Your Friend, John Adams
To Thomas Jefferson, July 15, 1813
I’ve been reading The Adams-Jefferson Letters, the collected correspondence between Thomas Jefferson and the Adams, John and Abigail. It has been a real joy to set with each at their writing desks in Quincy, Washington D.C., Paris, London, and Albermarle County as they discuss the Revolution, the Constitution, religion, books, current events, and try to hold onto their friendship. Our 2nd and 3rd presidents had a great deal of affection and (more important to them) respect for each other. They shared the stage of history. Jefferson had befriended the Adams’ son John Quincy in Paris. Abigail had cared for Jefferson’s daughter Mary in London, and formed a maternal attachment to the motherless girl. Presidential politics, and the tabloid journalists caused a rift between the Adams and Jefferson, and there were virtually no correspondence between them from 1801 to 1812, apart from a few letters between Abigail and Jefferson after the death of Mary Jefferson Eppes.

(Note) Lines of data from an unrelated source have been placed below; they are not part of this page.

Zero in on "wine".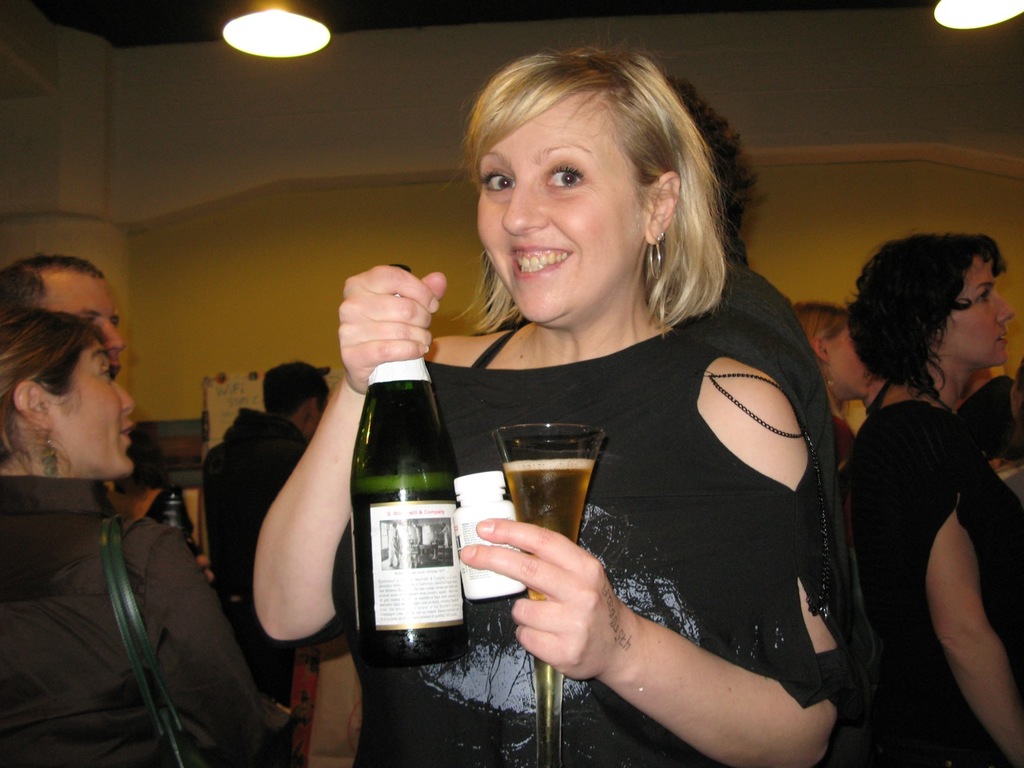
Zeroed in: (x1=343, y1=256, x2=470, y2=672).
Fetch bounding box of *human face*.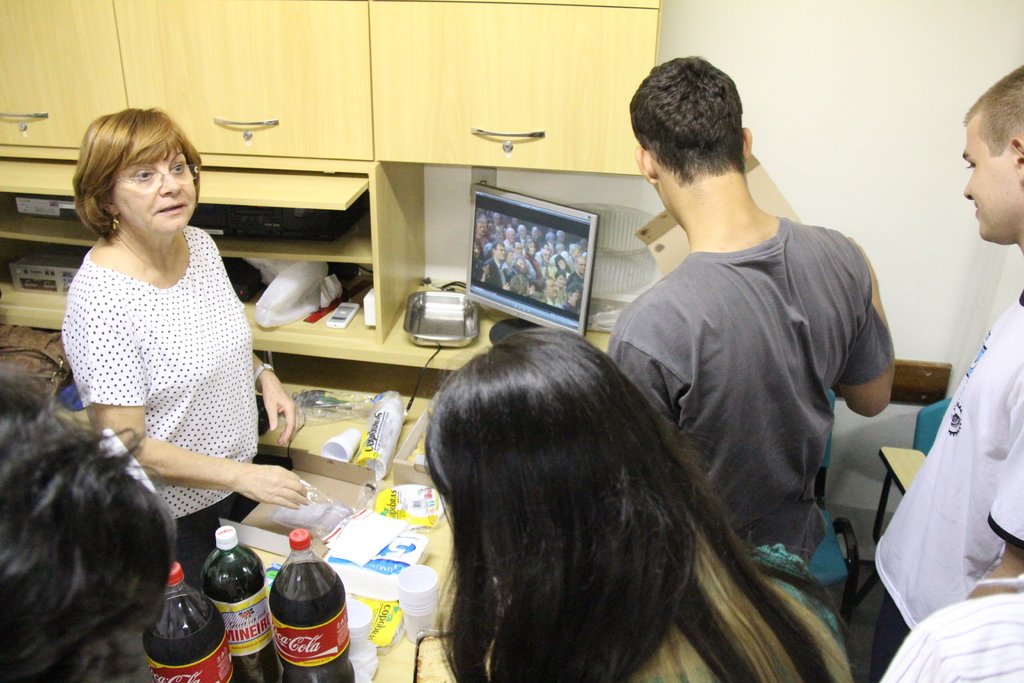
Bbox: l=508, t=229, r=515, b=240.
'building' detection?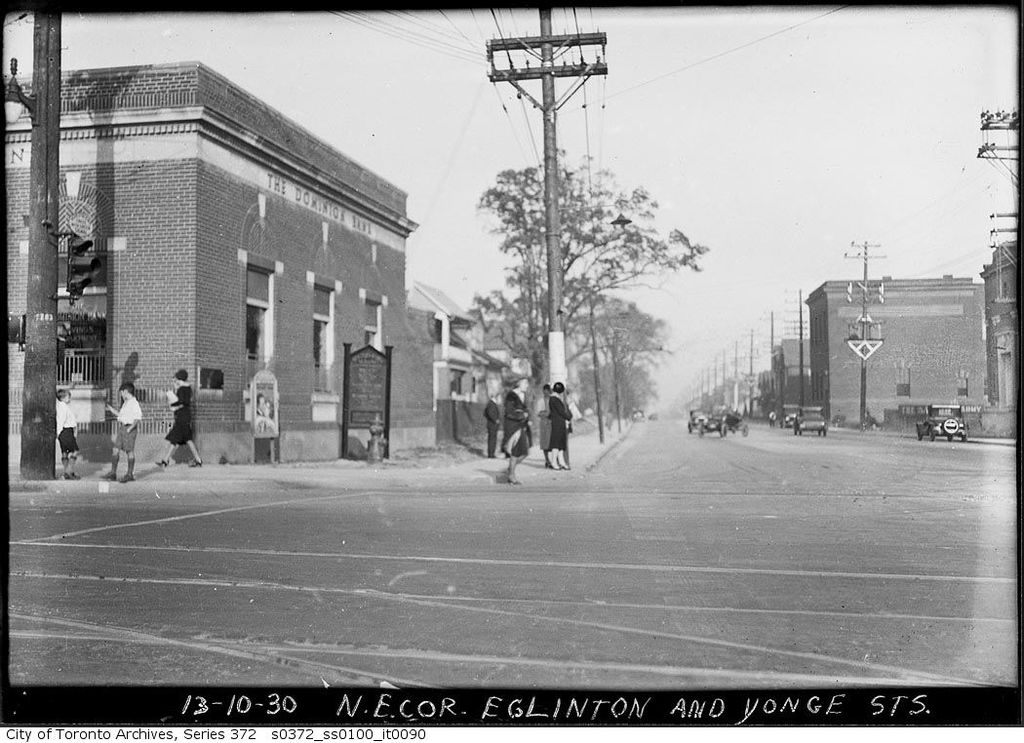
bbox=[804, 274, 986, 425]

Shortly before his death, founding father Benjamin Rush, a mutual friend of both, fostered a renewal of their friendship and correspondence, and in January 1812, Adams writes to Jefferson again. Their first, furtive attempts at reconnecting are a little painful to read. They try to talk about everything else but what had happened between them. A breakthrough comes in July 1813 when Adams ends his letter with the quote above: You and I ought not to die before we have explained ourselves to each other… As the former presidents enjoy retirement – Jefferson his daily ride, Adams his daily walk – they gather their grandchildren around them, and look forward to the next letter from their dear friend. The two men die on the same day, July 4, 1826, the fiftieth anniversary of the signing of the Declaration of Independence.
That phrase from Adams is one I will never forget, it pierces to the core. You and I ought not to die before we have explained ourselves to each other. How true. Adams reminds us of the brevity of life, of how little we know even of those closest to us, and the urgency to really know something of each other. How many of us have, with even one other person, striven to know and be known?

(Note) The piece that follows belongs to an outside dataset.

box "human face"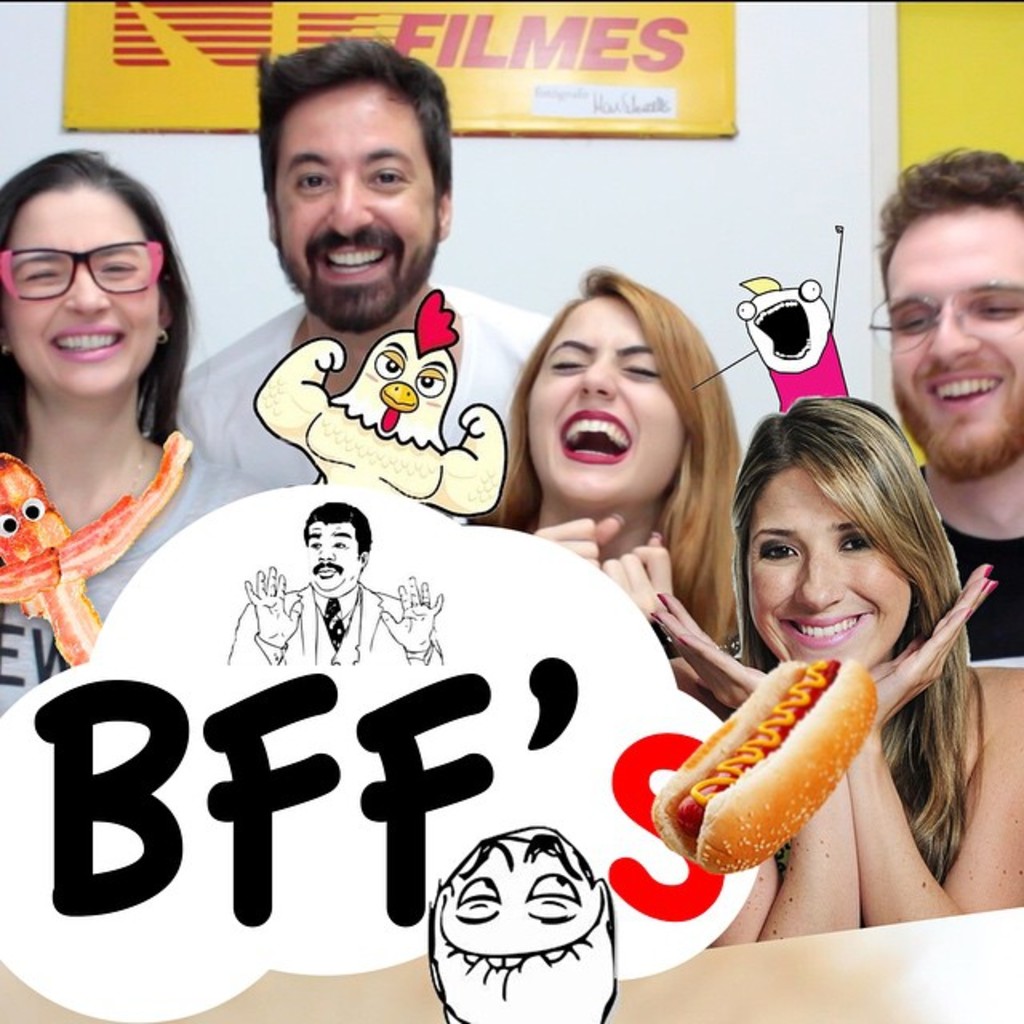
888:208:1022:475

Jesus did: No longer do I call you slaves, because a slave does not know what his master is doing. I have called you friends, for all the things I have heard from my Father I have made known to you (John 15.15). You both know me and know where I am from (John 7.26). If I go to prepare a place for you, I will come again and receive you to myself, that where I am, there you may be also, and you know the way I am going (John 14.3-4).

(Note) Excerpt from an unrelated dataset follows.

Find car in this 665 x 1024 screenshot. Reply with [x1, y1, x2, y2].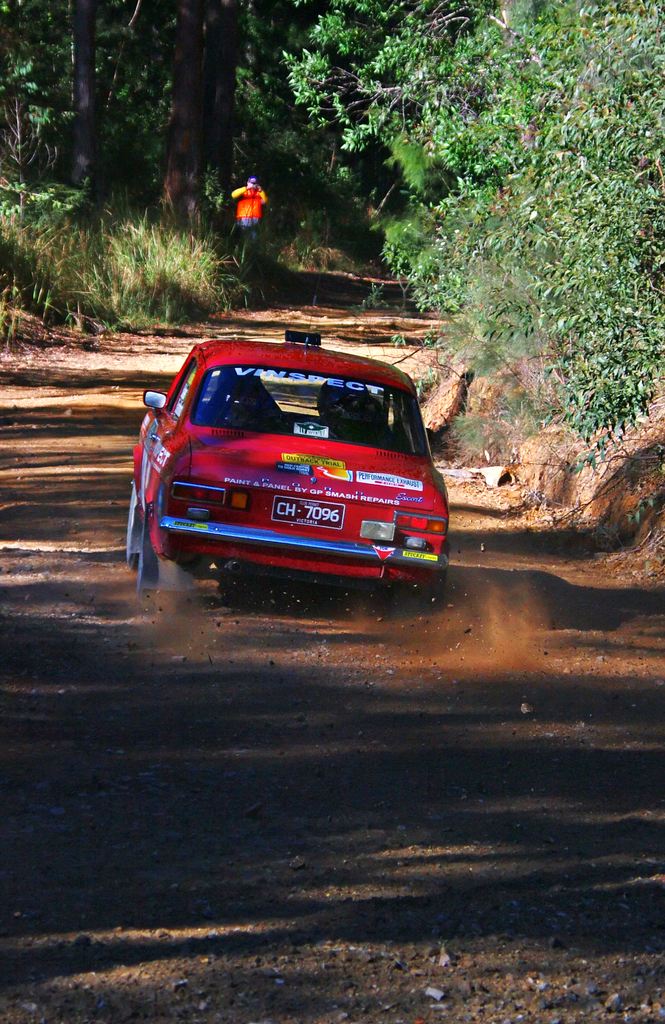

Jesus came not to conceal but to reveal: No one has seen God at any time, the only begotten God, who is in the bosom of the Father, has revealed Him (John 1.18). Such openness is difficult for us because, unlike Jesus we have much we would prefer to conceal. Before God, though, nothing is concealed: For nothing is hidden, except to be revealed, nor has anything been secret but that it should come to light (Mark 4.22). We are not served by personal secrecy. God is Light, in him there is no darkness at all (I John 1.5).
That second phrase from Adams, I shall come to the subject of religion by and by, is challenging as well. How many friends do we have who never hear us “come to the subject of religion?”
Real communication, heart to heart openness is not easy, but it is what Jesus does, and what we are called to do.